WHERE:Delta Chelsea Hotel, 33 Gerrard St. West, Toronto, Ontario
OLC's Spotlight on Learning: Becoming Agents of Change is an innovative conference focusing on how literacy can be a tool for positive change at work, at home and in the community.
If we want to create the ideal kind of environment for a more literate Canada, we require agents of change. We believe that this conference will be an ideal opportunity to showcase agents of change and to inspire our ambitions, and to offer practical advice to make learning opportunities possible.
Developing Partnerships
Today partnerships are an integral part of good business practices. We are looking for workshops that examine how partnerships will enhance our programs and services, drive outreach efforts, build impact and influence policy.
Partnership strategies will need to consider the current realities for programs, but offer new insights to entice and coordinate partnerships that provide a win-win opportunity.
Embracing Technology
Technology can be a very powerful and efficient way to reach a broad community of stakeholders.
We will be looking for technology presentations that transmit new information about the latest technology, and how we can utilize these technologies to make programming more accessible, engage broader communities and help us work together in new and innovative ways.
Learning for Work (Workforce and Workplace Literacy)
Learning for work encompasses the goal of improving the skills of workers whether its learning on the job or learning in order to gain employment.
Learning in the workplace has been embraced by several provinces with good results. We are looking for opportunities to showcase some of those practices – learning what worked, what didn’t work and why.
We are also looking for innovative practices and research that makes the case for workplace learning that support programming for the future.
Linking Literacy and Society
Literacy is a cross-cutting issue that intersects throughout many aspects of people’s lives. Through this stream we wish to explore the various sectors of society that are impacted by literacy and its relationship to access and empowerment of the individual.
We are looking for proposals linking the economy, health, justice, family, new Canadians, and areas that support civic participation, to literacy supports, tools, programming, and policy development .
Managing Programs
Becoming an agent of change impacts our programs and organizations as much as our larger communities, if not more.
Program management encompasses a myriad of skills, processes, programming, tools, policies and protocols. We will be looking for innovative approaches to program planning, lesson planning, human resource issues and solutions and much more.
Marketing Literacy
Marketing is becoming an increasingly important mechanism for advertising literacy services, connecting literacy with other service agencies and enabling upgrading and training to be part of the mainstream culture.
We will be looking for workshops that have built strategies for engagement and action through social and traditional marketing, current research, innovative resources and tools, and policy considerations as we move into this new frontier.
Profiling Success Stories
We change the future by understanding the past. With this in mind, we are looking for areas of learning that not only showcase what worked, but what didn’t work and why. Failures and successes are both successes if you learn from them.
We are looking for workshops to capture learning about accountability, community outreach, policy initiation, program and organizational planning, retention, reaching distant communities, and innovative models. Workshops could include follow-up to pilot projects, research, learning community activities, promising practices, case studies, historical perspectives, etc.
Recognizing the Profession
Within this stream we are looking for workshops and presentations that will raise discussion issues and explore all aspects of professionalization from code of conduct, accreditation and professional development, including future considerations of professionalization within this industry.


# What the task asks:
Every single record below is to be reproduced exactly.

# Working data:

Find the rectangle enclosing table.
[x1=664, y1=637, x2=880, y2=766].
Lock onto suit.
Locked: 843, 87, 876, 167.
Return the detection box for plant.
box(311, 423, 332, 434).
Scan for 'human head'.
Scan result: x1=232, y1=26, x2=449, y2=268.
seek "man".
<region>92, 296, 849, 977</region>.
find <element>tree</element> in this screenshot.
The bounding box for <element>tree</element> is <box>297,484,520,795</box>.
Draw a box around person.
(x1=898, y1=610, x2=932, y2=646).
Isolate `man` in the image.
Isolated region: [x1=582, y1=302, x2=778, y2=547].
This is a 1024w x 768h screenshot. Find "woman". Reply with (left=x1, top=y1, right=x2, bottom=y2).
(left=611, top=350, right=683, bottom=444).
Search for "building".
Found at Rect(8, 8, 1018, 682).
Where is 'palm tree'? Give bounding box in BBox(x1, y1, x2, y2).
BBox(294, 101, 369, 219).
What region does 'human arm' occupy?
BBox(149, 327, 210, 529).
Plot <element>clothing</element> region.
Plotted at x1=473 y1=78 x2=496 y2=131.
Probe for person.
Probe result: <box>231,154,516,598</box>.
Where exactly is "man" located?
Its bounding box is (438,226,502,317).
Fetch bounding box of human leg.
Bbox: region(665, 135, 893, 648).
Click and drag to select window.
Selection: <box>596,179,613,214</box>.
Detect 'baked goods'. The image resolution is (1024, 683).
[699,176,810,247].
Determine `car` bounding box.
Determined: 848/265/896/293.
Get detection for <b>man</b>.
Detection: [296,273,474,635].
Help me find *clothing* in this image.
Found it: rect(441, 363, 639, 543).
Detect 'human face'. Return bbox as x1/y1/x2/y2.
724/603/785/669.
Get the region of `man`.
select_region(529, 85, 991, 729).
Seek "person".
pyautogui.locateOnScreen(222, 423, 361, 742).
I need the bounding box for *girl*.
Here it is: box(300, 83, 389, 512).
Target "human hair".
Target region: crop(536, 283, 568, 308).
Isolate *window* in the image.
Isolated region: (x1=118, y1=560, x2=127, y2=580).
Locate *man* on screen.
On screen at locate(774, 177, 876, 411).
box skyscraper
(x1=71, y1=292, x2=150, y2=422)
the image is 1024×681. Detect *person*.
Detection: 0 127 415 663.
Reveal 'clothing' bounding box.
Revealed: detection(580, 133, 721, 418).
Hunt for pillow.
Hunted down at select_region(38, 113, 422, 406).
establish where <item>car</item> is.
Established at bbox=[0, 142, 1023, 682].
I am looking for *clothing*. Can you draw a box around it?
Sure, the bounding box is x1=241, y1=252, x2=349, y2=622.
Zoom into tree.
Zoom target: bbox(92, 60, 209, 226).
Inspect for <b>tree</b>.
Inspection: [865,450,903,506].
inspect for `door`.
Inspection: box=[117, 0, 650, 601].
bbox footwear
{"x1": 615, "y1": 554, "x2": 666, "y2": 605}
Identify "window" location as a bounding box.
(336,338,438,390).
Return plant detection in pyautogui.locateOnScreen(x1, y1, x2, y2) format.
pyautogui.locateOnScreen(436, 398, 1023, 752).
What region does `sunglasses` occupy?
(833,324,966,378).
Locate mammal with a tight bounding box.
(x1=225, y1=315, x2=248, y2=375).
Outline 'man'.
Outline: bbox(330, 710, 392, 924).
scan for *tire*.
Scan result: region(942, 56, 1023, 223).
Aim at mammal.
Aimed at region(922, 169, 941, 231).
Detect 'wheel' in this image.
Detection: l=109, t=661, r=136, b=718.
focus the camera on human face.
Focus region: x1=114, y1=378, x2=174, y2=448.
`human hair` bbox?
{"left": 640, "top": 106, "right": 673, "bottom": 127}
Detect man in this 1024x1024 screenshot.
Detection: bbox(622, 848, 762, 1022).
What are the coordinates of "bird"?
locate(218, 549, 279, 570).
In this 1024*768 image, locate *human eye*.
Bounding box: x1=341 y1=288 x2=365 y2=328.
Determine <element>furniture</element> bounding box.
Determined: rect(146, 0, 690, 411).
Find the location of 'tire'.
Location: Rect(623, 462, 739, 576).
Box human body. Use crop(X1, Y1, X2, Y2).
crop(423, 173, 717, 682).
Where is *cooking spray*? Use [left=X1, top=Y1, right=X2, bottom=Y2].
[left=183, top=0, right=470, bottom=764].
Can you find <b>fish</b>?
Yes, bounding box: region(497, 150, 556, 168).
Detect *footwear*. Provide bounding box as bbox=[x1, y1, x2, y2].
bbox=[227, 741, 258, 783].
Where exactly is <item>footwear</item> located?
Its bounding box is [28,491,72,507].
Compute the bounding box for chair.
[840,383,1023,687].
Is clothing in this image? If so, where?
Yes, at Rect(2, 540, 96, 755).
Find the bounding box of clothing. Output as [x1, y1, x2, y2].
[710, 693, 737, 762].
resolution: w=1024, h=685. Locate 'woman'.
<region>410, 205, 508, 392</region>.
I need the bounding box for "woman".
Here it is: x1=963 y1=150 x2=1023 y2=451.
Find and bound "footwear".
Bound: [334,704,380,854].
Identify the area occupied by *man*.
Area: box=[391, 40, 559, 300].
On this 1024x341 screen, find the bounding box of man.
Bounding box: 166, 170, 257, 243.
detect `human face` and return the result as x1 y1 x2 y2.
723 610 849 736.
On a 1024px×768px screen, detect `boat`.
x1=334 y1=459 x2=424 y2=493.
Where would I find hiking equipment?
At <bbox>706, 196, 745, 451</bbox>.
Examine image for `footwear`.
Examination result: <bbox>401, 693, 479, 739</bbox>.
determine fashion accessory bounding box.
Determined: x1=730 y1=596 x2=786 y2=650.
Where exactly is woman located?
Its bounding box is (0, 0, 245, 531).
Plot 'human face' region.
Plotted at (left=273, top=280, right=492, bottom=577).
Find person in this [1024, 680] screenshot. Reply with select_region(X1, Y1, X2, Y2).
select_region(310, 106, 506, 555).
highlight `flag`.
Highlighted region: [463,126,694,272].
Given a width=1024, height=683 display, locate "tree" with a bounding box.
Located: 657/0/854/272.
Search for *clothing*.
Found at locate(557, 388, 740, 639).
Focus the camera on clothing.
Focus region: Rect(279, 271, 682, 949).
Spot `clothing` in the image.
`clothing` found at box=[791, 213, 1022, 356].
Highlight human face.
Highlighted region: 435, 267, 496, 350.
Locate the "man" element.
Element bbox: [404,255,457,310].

# Exercise response:
Find the rectangle enclosing table.
[x1=664, y1=637, x2=880, y2=766].
Lock onto suit.
Locked: 843, 87, 876, 167.
Return the detection box for plant.
box(311, 423, 332, 434).
Scan for 'human head'.
Scan result: x1=232, y1=26, x2=449, y2=268.
seek "man".
<region>92, 296, 849, 977</region>.
find <element>tree</element> in this screenshot.
The bounding box for <element>tree</element> is <box>297,484,520,795</box>.
Draw a box around person.
(x1=898, y1=610, x2=932, y2=646).
Isolate `man` in the image.
Isolated region: [x1=582, y1=302, x2=778, y2=547].
This is a 1024w x 768h screenshot. Find "woman". Reply with (left=x1, top=y1, right=x2, bottom=y2).
(left=611, top=350, right=683, bottom=444).
Search for "building".
Found at Rect(8, 8, 1018, 682).
Where is 'palm tree'? Give bounding box in BBox(x1, y1, x2, y2).
BBox(294, 101, 369, 219).
What region does 'human arm' occupy?
BBox(149, 327, 210, 529).
Plot <element>clothing</element> region.
Plotted at x1=473 y1=78 x2=496 y2=131.
Probe for person.
Probe result: <box>231,154,516,598</box>.
Where exactly is "man" located?
Its bounding box is (438,226,502,317).
Fetch bounding box of human leg.
Bbox: region(665, 135, 893, 648).
Click and drag to select window.
Selection: <box>596,179,613,214</box>.
Detect 'baked goods'. The image resolution is (1024, 683).
[699,176,810,247].
Determine `car` bounding box.
Determined: 848/265/896/293.
Get detection for <b>man</b>.
Detection: [296,273,474,635].
Help me find *clothing* in this image.
Found it: rect(441, 363, 639, 543).
Detect 'human face'. Return bbox as x1/y1/x2/y2.
724/603/785/669.
Get the region of `man`.
select_region(529, 85, 991, 729).
Seek "person".
pyautogui.locateOnScreen(222, 423, 361, 742).
I need the bounding box for *girl*.
Here it is: box(300, 83, 389, 512).
Target "human hair".
Target region: crop(536, 283, 568, 308).
Isolate *window* in the image.
Isolated region: (x1=118, y1=560, x2=127, y2=580).
Locate *man* on screen.
On screen at locate(774, 177, 876, 411).
box skyscraper
(x1=71, y1=292, x2=150, y2=422)
the image is 1024×681. Detect *person*.
Detection: 0 127 415 663.
Reveal 'clothing' bounding box.
Revealed: detection(580, 133, 721, 418).
Hunt for pillow.
Hunted down at select_region(38, 113, 422, 406).
establish where <item>car</item> is.
Established at bbox=[0, 142, 1023, 682].
I am looking for *clothing*. Can you draw a box around it?
Sure, the bounding box is x1=241, y1=252, x2=349, y2=622.
Zoom into tree.
Zoom target: bbox(92, 60, 209, 226).
Inspect for <b>tree</b>.
Inspection: [865,450,903,506].
inspect for `door`.
Inspection: box=[117, 0, 650, 601].
bbox footwear
{"x1": 615, "y1": 554, "x2": 666, "y2": 605}
Identify "window" location as a bounding box.
(336,338,438,390).
Return plant detection in pyautogui.locateOnScreen(x1, y1, x2, y2) format.
pyautogui.locateOnScreen(436, 398, 1023, 752).
What region does `sunglasses` occupy?
(833,324,966,378).
Locate mammal with a tight bounding box.
(x1=225, y1=315, x2=248, y2=375).
Outline 'man'.
Outline: bbox(330, 710, 392, 924).
scan for *tire*.
Scan result: region(942, 56, 1023, 223).
Aim at mammal.
Aimed at region(922, 169, 941, 231).
Detect 'wheel' in this image.
Detection: l=109, t=661, r=136, b=718.
focus the camera on human face.
Focus region: x1=114, y1=378, x2=174, y2=448.
`human hair` bbox?
{"left": 640, "top": 106, "right": 673, "bottom": 127}
Detect man in this 1024x1024 screenshot.
Detection: bbox(622, 848, 762, 1022).
What are the coordinates of "bird"?
locate(218, 549, 279, 570).
In this 1024*768 image, locate *human eye*.
Bounding box: x1=341 y1=288 x2=365 y2=328.
Determine <element>furniture</element> bounding box.
Determined: rect(146, 0, 690, 411).
Find the location of 'tire'.
Location: Rect(623, 462, 739, 576).
Box human body. Use crop(X1, Y1, X2, Y2).
crop(423, 173, 717, 682).
Where is *cooking spray*? Use [left=X1, top=Y1, right=X2, bottom=Y2].
[left=183, top=0, right=470, bottom=764].
Can you find <b>fish</b>?
Yes, bounding box: region(497, 150, 556, 168).
Detect *footwear*. Provide bounding box as bbox=[x1, y1, x2, y2].
bbox=[227, 741, 258, 783].
Where exactly is <item>footwear</item> located?
Its bounding box is [28,491,72,507].
Compute the bounding box for chair.
[840,383,1023,687].
Is clothing in this image? If so, where?
Yes, at Rect(2, 540, 96, 755).
Find the bounding box of clothing. Output as [x1, y1, x2, y2].
[710, 693, 737, 762].
resolution: w=1024, h=685. Locate 'woman'.
<region>410, 205, 508, 392</region>.
I need the bounding box for "woman".
Here it is: x1=963 y1=150 x2=1023 y2=451.
Find and bound "footwear".
Bound: [334,704,380,854].
Identify the area occupied by *man*.
Area: box=[391, 40, 559, 300].
On this 1024x341 screen, find the bounding box of man.
Bounding box: 166, 170, 257, 243.
detect `human face` and return the result as x1 y1 x2 y2.
723 610 849 736.
On a 1024px×768px screen, detect `boat`.
x1=334 y1=459 x2=424 y2=493.
Where would I find hiking equipment?
At <bbox>706, 196, 745, 451</bbox>.
Examine image for `footwear`.
Examination result: <bbox>401, 693, 479, 739</bbox>.
determine fashion accessory bounding box.
Determined: x1=730 y1=596 x2=786 y2=650.
Where exactly is woman located?
Its bounding box is (0, 0, 245, 531).
Plot 'human face' region.
Plotted at (left=273, top=280, right=492, bottom=577).
Find person in this [1024, 680] screenshot. Reply with select_region(X1, Y1, X2, Y2).
select_region(310, 106, 506, 555).
highlight `flag`.
Highlighted region: [463,126,694,272].
Given a width=1024, height=683 display, locate "tree" with a bounding box.
Located: 657/0/854/272.
Search for *clothing*.
Found at locate(557, 388, 740, 639).
Focus the camera on clothing.
Focus region: Rect(279, 271, 682, 949).
Spot `clothing` in the image.
`clothing` found at box=[791, 213, 1022, 356].
Highlight human face.
Highlighted region: 435, 267, 496, 350.
Locate the "man" element.
Element bbox: [404,255,457,310].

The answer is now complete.